Secrets Left to Post: 01 pages, 023 secrets from Secret Submission Post #414.
Secrets Not Posted: [ 0 - broken links ], [ 0 - not!secrets ], [ 0 - not!fandom ], [ 0 - too big ], [ 0 - repeat ].
Current Secret Submissions Post: here.
Suggestions, comments, and concerns should go here.
replicantangel: (Default)

[personal profile] replicantangel 2014-12-11 03:27 am (UTC)(link)
Mostly it's for people who are being paid to think - it makes sense the company wants to keep the ideas of their people that they hired to do just that. An engineer at GE, for example, might be getting paid to make more efficient refrigeration. If he's at work or at home in the shower when inspiration strikes, that's his job, and they want the fruits of that. Otherwise, any employee could say "no, I thought of this in the shower at home" and run off and create a refrigeration company with the new idea and directly compete with GE. Obviously, they don't want that.

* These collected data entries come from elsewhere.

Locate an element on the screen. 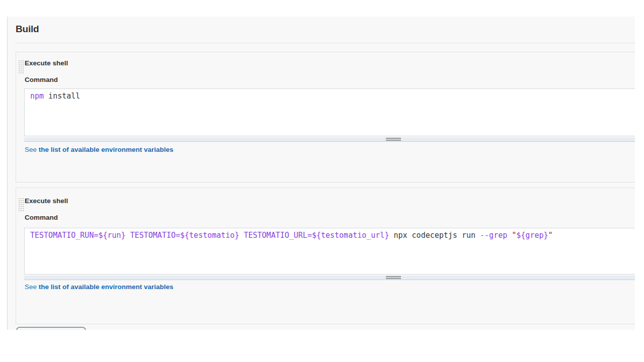 The image size is (644, 362). shell-command-text: npm install is located at coordinates (330, 95).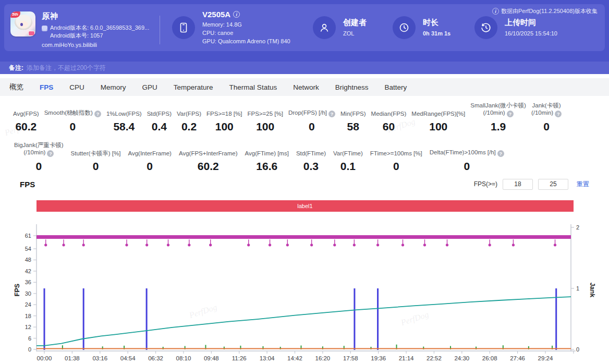 This screenshot has height=364, width=609. What do you see at coordinates (232, 28) in the screenshot?
I see `device-info-section: V2505A i Memory: 14.8G CPU: canoe GPU: Q…` at bounding box center [232, 28].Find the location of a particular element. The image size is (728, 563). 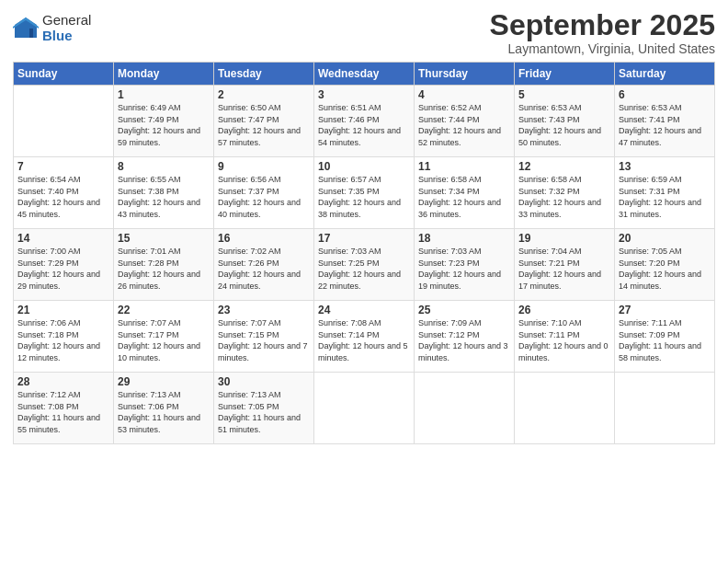

day-info: Sunrise: 6:58 AM Sunset: 7:32 PM Dayligh… is located at coordinates (564, 197).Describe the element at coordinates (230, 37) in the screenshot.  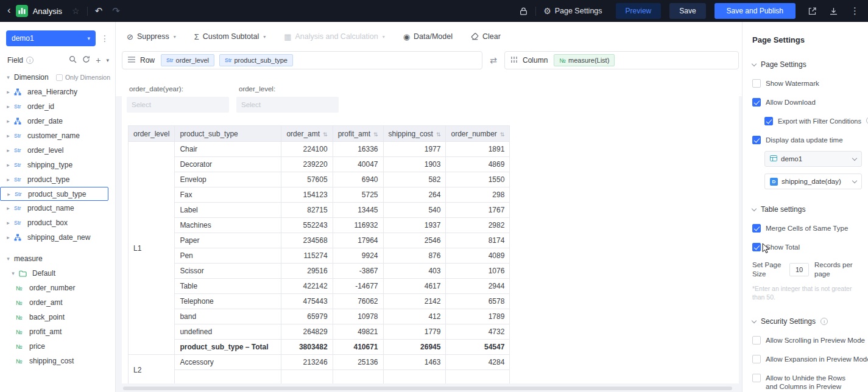
I see `toolbar-item-custom-subtotal: Σ Custom Subtotal ▾` at that location.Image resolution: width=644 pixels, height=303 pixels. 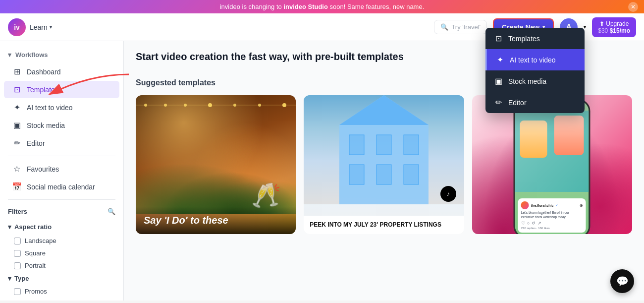 What do you see at coordinates (61, 253) in the screenshot?
I see `filter-square: Square` at bounding box center [61, 253].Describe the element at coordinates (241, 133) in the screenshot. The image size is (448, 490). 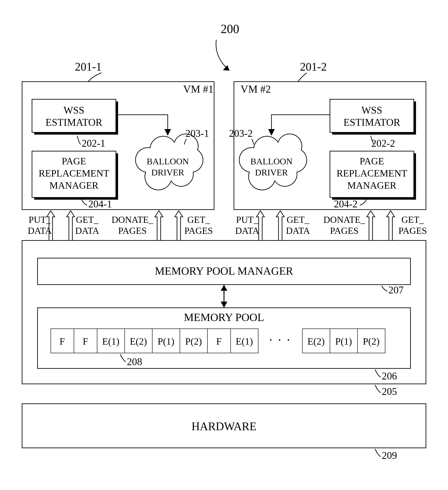
I see `vm2-balloon-ref: 203-2` at that location.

If you're a janitor at GE and you come up with a new way to do refrigeration, that's far less likely to be a problem if you leave GE and create that new company. That wasn't your job, and it's probably not even in your contract. Better be prepared to prove you didn't use company resources though (like looking at the big boards engineers use to spitball their ideas). Lengthy court battles have been fought over such things, but generally, the ideas the company keeps have to be relevant to their job. It makes sense really, or people would be screwing over their employers in order to compete with them all the time with the excuse that they thought of the idea at home.